Best stressed that training was key to sustainability:  “We trained over this period approximately 200 of our creatives across the region in proposal writing. The other thing we have done of course, is capacity building. And in capacity building, we focused on skills development, mentorship, and enterprise acceleration. But all of this goes to naught and will not make sense if the enabling environment is not there to support it. It will ultimately be one-offs and grants.”

He added: “We focused on the enabling environment, by providing financing for policy development and strategic frameworks. We also engaged in supporting research and knowledge sharing of the economic value of the cultural industries. But this thing got to make sense. After the grants finish, it got to mek sense.”

Best then unveiled the bank’s new financing and investment initiative for the creative economy: “Our board approved a recapitalisation of CCIIF which will take us to 2027. But now, we’re trying to move past the grants because that is important.

“And so, we are looking at blended financing instruments. And I am very pleased to report, that in June of this year at our annual board meeting in Brasília, our board approved the first Trade Finance Guarantee Programme that the bank has ever done, supporting de-risking investment such that commercial lenders – their investments into MSMEs who are involved in trade – have an easier path to move their goods intra-regionally and internationally.”

He continued: “We are going to launch that finance programme later this year. But we are not stopping there. At the beginning of next year, we will be launching an MSME – particularly focusing on an MSME Partial Credit Guarantee Scheme… again, to de-risk investment into MSMEs such that the threshold through which – and I am speaking specifically about the creatives – … they have to overcome to actually get their goods, their services across this region, across the world, becomes a little bit easier.”

Best then turned his attention to measures that could help creatives withstand the fallout from an adverse climatic event.

He said: “We know we live in the toughest neighbourhood in the world when it comes to climate. But how come climate financing and creative financing are not linked? Mek it mek sense. Among the biggest revenue earners in our countries is tourism, our tourism product – Crop Over, Trini Carnival, Vinci Mas, Spice Mas, Mashramani, Junkanoo in the Bahamas and Sugar Mas in St Kitts and Nevis. But could you imagine one adverse weather event passing through at the time of these festivals? What happens then?” 

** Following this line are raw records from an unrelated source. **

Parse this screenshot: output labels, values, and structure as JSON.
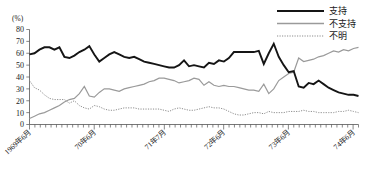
{
  "chart_data": {
    "type": "line",
    "title": "",
    "xlabel": "",
    "ylabel": "(%)",
    "ylim": [
      0,
      80
    ],
    "ytick_step": 10,
    "ytick_labels": [
      "80",
      "70",
      "60",
      "50",
      "40",
      "30",
      "20",
      "10",
      "0"
    ],
    "grid": false,
    "legend_position": "top-right",
    "x_tick_count": 62,
    "x_axis_labels": [
      {
        "index": 0,
        "label": "1969年6月"
      },
      {
        "index": 12,
        "label": "70年6月"
      },
      {
        "index": 25,
        "label": "71年7月"
      },
      {
        "index": 36,
        "label": "72年6月"
      },
      {
        "index": 48,
        "label": "73年6月"
      },
      {
        "index": 60,
        "label": "74年6月"
      }
    ],
    "series": [
      {
        "name": "支持",
        "style": "solid-thick",
        "color": "#151515",
        "values": [
          59,
          60,
          63,
          65,
          65,
          63,
          65,
          57,
          56,
          58,
          61,
          63,
          66,
          59,
          53,
          56,
          59,
          61,
          59,
          57,
          56,
          57,
          55,
          53,
          52,
          51,
          50,
          49,
          48,
          48,
          50,
          54,
          49,
          50,
          49,
          48,
          52,
          51,
          54,
          53,
          56,
          61,
          61,
          61,
          61,
          61,
          62,
          51,
          60,
          68,
          57,
          50,
          44,
          45,
          32,
          31,
          35,
          34,
          37,
          34,
          31,
          29,
          27,
          26,
          25,
          25,
          24
        ]
      },
      {
        "name": "不支持",
        "style": "solid-thin",
        "color": "#9a9a9a",
        "values": [
          5,
          7,
          9,
          10,
          12,
          14,
          16,
          19,
          21,
          22,
          26,
          32,
          24,
          23,
          27,
          30,
          30,
          29,
          28,
          30,
          31,
          32,
          33,
          34,
          36,
          37,
          39,
          39,
          38,
          37,
          35,
          36,
          37,
          39,
          38,
          33,
          36,
          33,
          32,
          33,
          32,
          32,
          31,
          30,
          29,
          29,
          28,
          34,
          26,
          30,
          37,
          40,
          43,
          44,
          56,
          53,
          54,
          55,
          57,
          58,
          60,
          62,
          61,
          63,
          62,
          64,
          65
        ]
      },
      {
        "name": "不明",
        "style": "dotted",
        "color": "#8d8d8d",
        "values": [
          37,
          31,
          29,
          25,
          22,
          21,
          21,
          21,
          18,
          20,
          16,
          14,
          13,
          16,
          15,
          13,
          12,
          12,
          13,
          14,
          14,
          14,
          13,
          13,
          13,
          13,
          13,
          12,
          11,
          13,
          14,
          13,
          12,
          12,
          13,
          14,
          15,
          14,
          14,
          13,
          11,
          9,
          8,
          8,
          9,
          10,
          10,
          9,
          11,
          10,
          10,
          10,
          11,
          11,
          11,
          12,
          11,
          11,
          10,
          10,
          10,
          10,
          11,
          11,
          12,
          11,
          10
        ]
      }
    ]
  },
  "legend": {
    "items": [
      {
        "label": "支持",
        "style": "solid-thick"
      },
      {
        "label": "不支持",
        "style": "solid-thin"
      },
      {
        "label": "不明",
        "style": "dotted"
      }
    ]
  }
}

He recalled that when the COVID-19 pandemic struck, all those festivals ground to a halt.

He said: “How do we provide financing that is resilient and link it with cultural financing? The two cannot be considered mutually exclusive. This is also what we are looking at. So, essentially, the bank is seeking to move beyond the grant. We are seeking to move beyond a sustainable catalytic model and we throwing everything at it. Blended finance, guarantees, and receivables finance, essentially to transition from grant dependency to investment readiness.”

The CDB president argued that the Caribbean has contributed immense talent to the global economy – through its artists, creatives, intellectuals and athletes – and that it is time the region’s creative industry was financed in a sustainable way.

“We gine mek it mek sense,” he declared.